I don't have a desire to do reality. Because my truth is not what people are responding to. My truth is funny; I laugh with my husband every day.
I walked in thinking, 'I have ten movies under my belt and now they want me to go back to making commercials?' I said, if I do that, I want it to be funny.
A lot of movies that come from Israel are about war, but there is such good, funny, rounded writing that comes from the country that I wish more people would discover.
My knowledge of Vancouver and Canada was limited to what I knew about Bob and Doug McKenzie. I thought they were funny, talking out of the sides of their mouths and saying 'eh' and wearing toques.
For years, it's driven me crazy that women don't have better roles, especially in comedies. I know so many funny women but I always felt... misogynist streak is too strong a term - but a dismissiveness.
A lot of my friends are club people. It's not me. It's funny to represent that, because it's not me. I don't fit into a gay club setting. It's just ironic that I represent that somehow.
It was kind of scary because working with Woody Allen becomes sort of a big deal in your mind. He directs in that Woody Allen character some of the time - he has these idiosyncrasies that are really charming and funny.
It just so happens that people aren't doing comedy about abortion or cannibalism or waterboarding. And that to me doesn't necessarily mean that there aren't aspects of those subjects that are funny, it just means that people are too uptight.
When you're in the editing room, the dangerous thing is that it becomes like telling a joke again and again and again. Eventually, the joke starts to not be funny.
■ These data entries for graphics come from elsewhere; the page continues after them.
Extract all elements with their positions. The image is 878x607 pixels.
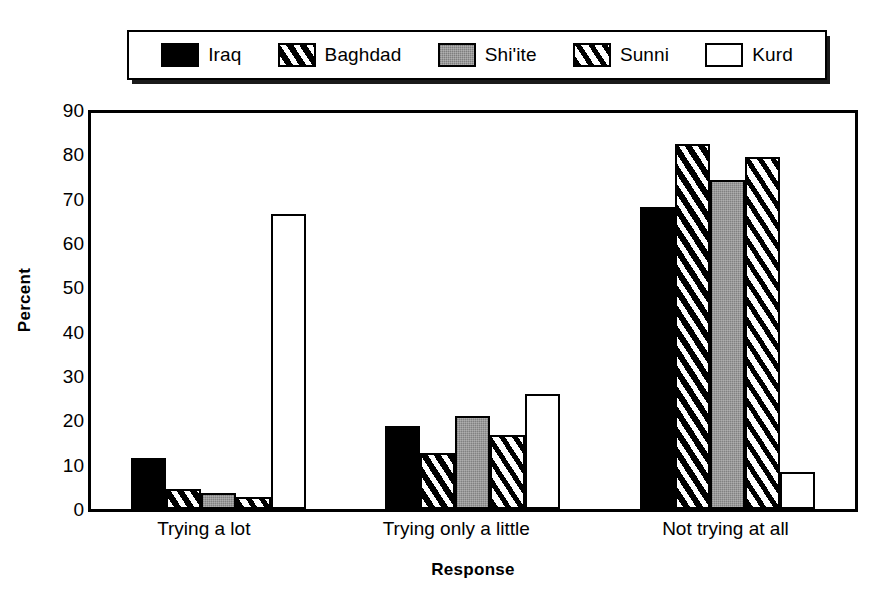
legend-label: Kurd [752, 44, 793, 66]
bar-shiite-1 [455, 416, 490, 509]
bar-iraq-0 [131, 458, 166, 509]
y-axis-title: Percent [15, 250, 35, 350]
bar-iraq-2 [640, 207, 675, 509]
legend-label: Baghdad [325, 44, 402, 66]
y-axis-tick-labels: 9080706050403020100 [44, 100, 84, 522]
diagonal-hatch-on-white-icon [573, 43, 611, 67]
x-axis-category-label: Trying only a little [383, 518, 530, 540]
bar-baghdad-1 [420, 453, 455, 509]
chart-legend: Iraq Baghdad Shi'ite Sunni Kurd [127, 30, 827, 80]
bar-baghdad-0 [166, 489, 201, 509]
x-axis-category-label: Not trying at all [662, 518, 789, 540]
x-axis-tick-labels: Trying a lotTrying only a littleNot tryi… [91, 518, 855, 548]
y-axis-tick-label: 0 [73, 500, 84, 519]
legend-label: Sunni [620, 44, 669, 66]
bar-kurd-0 [271, 214, 306, 509]
legend-entry-iraq: Iraq [161, 43, 241, 67]
legend-label: Iraq [208, 44, 241, 66]
y-axis-tick-label: 30 [63, 367, 84, 386]
solid-black-icon [161, 43, 199, 67]
legend-entry-sunni: Sunni [573, 43, 669, 67]
gray-fill-icon [438, 43, 476, 67]
bar-shiite-2 [710, 180, 745, 509]
bar-baghdad-2 [675, 144, 710, 509]
white-fill-icon [705, 43, 743, 67]
x-axis-title: Response [91, 560, 855, 580]
legend-label: Shi'ite [485, 44, 537, 66]
legend-entry-shiite: Shi'ite [438, 43, 537, 67]
bar-iraq-1 [385, 426, 420, 509]
bar-kurd-1 [525, 394, 560, 509]
diagonal-hatch-on-black-icon [278, 43, 316, 67]
x-axis-category-label: Trying a lot [157, 518, 250, 540]
y-axis-tick-label: 20 [63, 411, 84, 430]
y-axis-tick-label: 70 [63, 189, 84, 208]
y-axis-tick-label: 80 [63, 145, 84, 164]
bar-sunni-1 [490, 435, 525, 509]
bar-sunni-2 [745, 157, 780, 509]
bar-group [385, 110, 560, 509]
bar-kurd-2 [780, 472, 815, 509]
y-axis-tick-label: 40 [63, 322, 84, 341]
y-axis-tick-label: 10 [63, 455, 84, 474]
bar-shiite-0 [201, 493, 236, 509]
y-axis-tick-label: 50 [63, 278, 84, 297]
bar-sunni-0 [236, 497, 271, 509]
plot-area [91, 110, 855, 509]
legend-entry-baghdad: Baghdad [278, 43, 402, 67]
legend-entry-kurd: Kurd [705, 43, 793, 67]
y-axis-tick-label: 60 [63, 234, 84, 253]
bar-group [640, 110, 815, 509]
bar-group [131, 110, 306, 509]
y-axis-tick-label: 90 [63, 101, 84, 120]
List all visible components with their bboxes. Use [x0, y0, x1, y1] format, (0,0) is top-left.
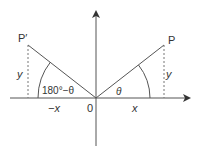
label-y-left: y	[16, 68, 24, 80]
label-x-right: x	[131, 102, 138, 114]
ray-op	[96, 45, 164, 98]
label-p-prime: P′	[18, 32, 27, 44]
theta-arc	[139, 65, 151, 98]
label-supplement: 180°−θ	[42, 85, 75, 96]
label-x-left: −x	[48, 102, 60, 114]
label-y-right: y	[165, 68, 173, 80]
label-p: P	[168, 34, 175, 46]
label-origin: 0	[87, 102, 93, 114]
label-theta: θ	[116, 86, 122, 97]
diagram-canvas: P P′ 0 x −x y y θ 180°−θ	[0, 0, 202, 149]
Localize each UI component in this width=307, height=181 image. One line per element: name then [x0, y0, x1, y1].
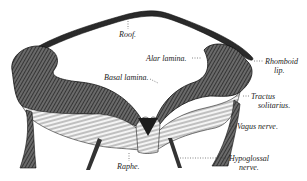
leader-basal	[150, 79, 158, 83]
label-raphe: Raphe.	[117, 162, 139, 171]
label-basal-lamina: Basal lamina.	[104, 73, 148, 82]
label-rhomboid-lip-1: Rhomboid	[265, 57, 298, 66]
label-roof: Roof.	[119, 30, 136, 39]
label-vagus-nerve: Vagus nerve.	[237, 122, 278, 131]
label-tractus-2: solitarius.	[258, 101, 290, 110]
label-tractus-1: Tractus	[251, 92, 275, 101]
label-alar-lamina: Alar lamina.	[146, 54, 186, 63]
right-hypoglossal-root	[168, 138, 182, 168]
label-hypoglossal-1: Hypoglossal	[229, 154, 269, 163]
label-rhomboid-lip-2: lip.	[274, 66, 284, 75]
label-hypoglossal-2: nerve.	[239, 163, 259, 172]
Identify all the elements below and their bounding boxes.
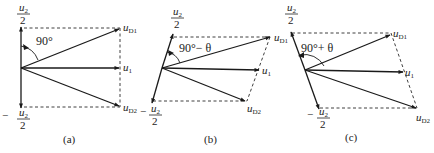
label-bottom-fraction: − u2 2 <box>307 105 330 130</box>
vector-u1 <box>162 68 259 70</box>
vector-u1 <box>305 70 403 72</box>
svg-text:2: 2 <box>152 115 158 127</box>
caption-c: (c) <box>345 131 358 144</box>
svg-text:u2: u2 <box>151 102 161 116</box>
svg-text:2: 2 <box>20 14 26 26</box>
label-u1: u1 <box>405 66 415 80</box>
vector-ud2 <box>305 70 416 108</box>
label-u1: u1 <box>262 64 272 78</box>
caption-b: (b) <box>204 133 217 146</box>
label-top-fraction: u2 2 <box>17 1 30 26</box>
panel-a: 90° uD1 u1 uD2 u2 2 − u2 2 (a) <box>2 1 138 146</box>
vector-u2-half-down <box>152 68 162 103</box>
vector-ud2 <box>21 68 119 106</box>
label-ud2: uD2 <box>247 102 262 116</box>
svg-text:2: 2 <box>288 14 294 26</box>
panel-c: 90°+ θ uD1 u1 uD2 u2 2 − u2 2 (c) <box>285 1 431 144</box>
angle-arc <box>21 46 38 60</box>
svg-text:u2: u2 <box>173 5 183 19</box>
label-bottom-fraction: − u2 2 <box>2 106 30 131</box>
svg-text:u2: u2 <box>19 1 29 15</box>
label-ud1: uD1 <box>274 31 289 45</box>
angle-label: 90° <box>36 34 53 48</box>
vector-u2-half-up <box>162 34 173 68</box>
svg-text:−: − <box>140 105 146 117</box>
label-top-fraction: u2 2 <box>285 1 298 26</box>
svg-text:u2: u2 <box>319 105 329 119</box>
svg-text:u2: u2 <box>19 106 29 120</box>
svg-text:−: − <box>307 108 313 120</box>
angle-label: 90°− θ <box>179 41 212 55</box>
angle-arrow-icon <box>23 44 29 50</box>
vector-ud2 <box>162 68 245 101</box>
label-ud1: uD1 <box>393 27 408 41</box>
label-top-fraction: u2 2 <box>171 5 184 30</box>
caption-a: (a) <box>63 133 76 146</box>
svg-text:−: − <box>2 109 8 121</box>
panel-b: 90°− θ uD1 u1 uD2 u2 2 − u2 2 (b) <box>140 5 289 146</box>
svg-text:u2: u2 <box>287 1 297 15</box>
label-ud2: uD2 <box>416 111 431 125</box>
label-bottom-fraction: − u2 2 <box>140 102 162 127</box>
phasor-diagram-figure: 90° uD1 u1 uD2 u2 2 − u2 2 (a) 90°− θ uD… <box>0 0 434 153</box>
angle-arrow-icon <box>168 50 174 56</box>
angle-label: 90°+ θ <box>301 41 334 55</box>
svg-text:2: 2 <box>174 18 180 30</box>
svg-text:2: 2 <box>20 119 26 131</box>
label-ud1: uD1 <box>123 21 138 35</box>
vector-u2-half-down <box>305 70 319 109</box>
label-u1: u1 <box>123 61 133 75</box>
dashed-right-line <box>391 33 417 108</box>
svg-text:2: 2 <box>320 118 326 130</box>
label-ud2: uD2 <box>123 101 138 115</box>
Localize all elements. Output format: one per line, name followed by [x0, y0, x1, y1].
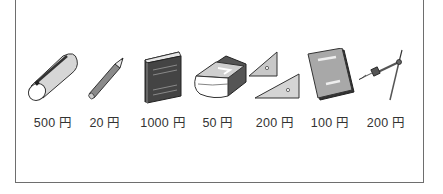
item-eraser: 50 円 [188, 48, 248, 131]
pencil-icon [75, 48, 135, 104]
pencil-case-icon [23, 48, 83, 104]
item-notebook: 100 円 [300, 48, 360, 131]
item-pencil: 20 円 [75, 48, 135, 131]
item-pencil-case: 500 円 [23, 48, 83, 131]
book-icon [133, 48, 193, 104]
triangle-ruler-icon [245, 48, 305, 104]
price-label: 1000 円 [133, 112, 193, 131]
item-triangle-rulers: 200 円 [245, 48, 305, 131]
price-label: 100 円 [300, 112, 360, 131]
price-label: 50 円 [188, 112, 248, 131]
price-label: 500 円 [23, 112, 83, 131]
eraser-icon [188, 48, 248, 104]
compass-icon [356, 48, 416, 104]
notebook-icon [300, 48, 360, 104]
item-compass: 200 円 [356, 48, 416, 131]
item-book: 1000 円 [133, 48, 193, 131]
price-label: 20 円 [75, 112, 135, 131]
price-label: 200 円 [245, 112, 305, 131]
price-label: 200 円 [356, 112, 416, 131]
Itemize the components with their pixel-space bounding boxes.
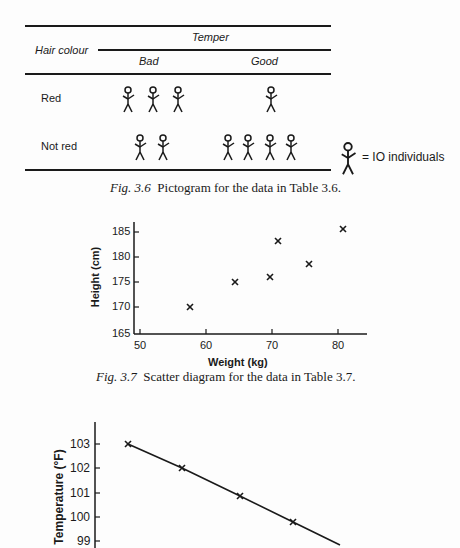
y-tick-label: 103 [70, 437, 90, 451]
y-axis-label: Temperature (°F) [52, 449, 66, 544]
y-tick-label: 100 [70, 510, 90, 524]
y-tick-label: 102 [70, 461, 90, 475]
data-point-marker [290, 519, 296, 525]
y-tick-label: 101 [70, 486, 90, 500]
data-point-marker [125, 441, 131, 447]
data-point-marker [237, 493, 243, 499]
temperature-line [128, 444, 340, 545]
data-point-marker [179, 465, 185, 471]
y-tick-label: 99 [77, 534, 90, 548]
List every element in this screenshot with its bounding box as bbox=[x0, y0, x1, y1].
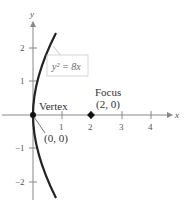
vertex-leader-line bbox=[34, 117, 45, 133]
vertex-point bbox=[30, 112, 36, 118]
equation-label: y² = 8x bbox=[51, 61, 81, 72]
focus-label: Focus bbox=[95, 86, 121, 98]
x-tick-label-2: 2 bbox=[88, 122, 93, 132]
y-tick-label-2: 2 bbox=[20, 43, 25, 53]
y-axis-label: y bbox=[29, 9, 34, 19]
focus-point bbox=[87, 111, 95, 119]
x-tick-label-1: 1 bbox=[59, 122, 64, 132]
x-axis-label: x bbox=[174, 110, 179, 120]
y-tick-label-neg2: −2 bbox=[15, 177, 25, 187]
vertex-label: Vertex bbox=[39, 100, 68, 112]
x-tick-label-4: 4 bbox=[148, 122, 153, 132]
parabola-chart: x y 1 2 3 4 2 1 −1 −2 y² = 8x Vertex (0,… bbox=[0, 0, 192, 210]
vertex-coord-label: (0, 0) bbox=[44, 132, 68, 145]
focus-coord-label: (2, 0) bbox=[96, 98, 120, 111]
y-tick-label-neg1: −1 bbox=[15, 143, 25, 153]
x-tick-label-3: 3 bbox=[119, 122, 124, 132]
y-tick-label-1: 1 bbox=[20, 76, 25, 86]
So you have to be careful that you're not throwing the baby out with the bath water.
It's funny that it all becomes about clothes. It's bizarre. You work your butt off and then you win an award and it's all about your dress. You can't get away from it.
I can play a cat lady. I can't put my foot down and refuse to play anything but playing the perfect, well-adjusted woman, because those people aren't as fun or funny.
If you are a great dramatic actor then you often don't know if people are enjoying your stuff at all because they are sitting there in silence. But with comedy it's a simple premise. If it's funny, people laugh. If it's not, they don't.
What am I responsible for? Who am I responsible to? Everybody? How come when Archie Bunker nailed everybody, it was funny - but when I do it, it's not?
It's so funny when you're actually directing because things start popping that you don't expect to pop, and something that you think is going to pop, maybe doesn't quite have the impetus that you thought it might.
When I worked with Robin Williams, now there is improv! He is just as funny as you think he is. We did at least five or six takes of every scene, improvising every scene differently. He was a riot.
I think maybe I became funny because as a kid, I was a Jew in a town of no Jews, and being funny just instinctively came about as a way to put people at ease around me.
When I was a kid, I never did funny things to get attention. I was never a funny person. I was never, like, 'Oh, wow. I could say this some day on stage.'
A lot of modern comedies are difficult to watch too, because they're so ironic and so detached and so quote-unquote clever. They kind of keep you at arm's length. They can be really funny, but they're not really nourishing.
Comedy needs to happen naturally and be in touch with the character. When you see that guy in your office that everybody laughs at, he doesn't think he's funny. He's just being him, and that's the joke.
When you go back to 'Friends,' and you look at that as New York, there's no black people. That's not real. You're in New York City, and there's no black people at all. That's a little funny.
I play a female Indiana Jones, a professor who hunts down precious objects, like a bowl that belonged to the Buddha. They tailored the role to me: I wanted to be smart, funny, and to kick some ass.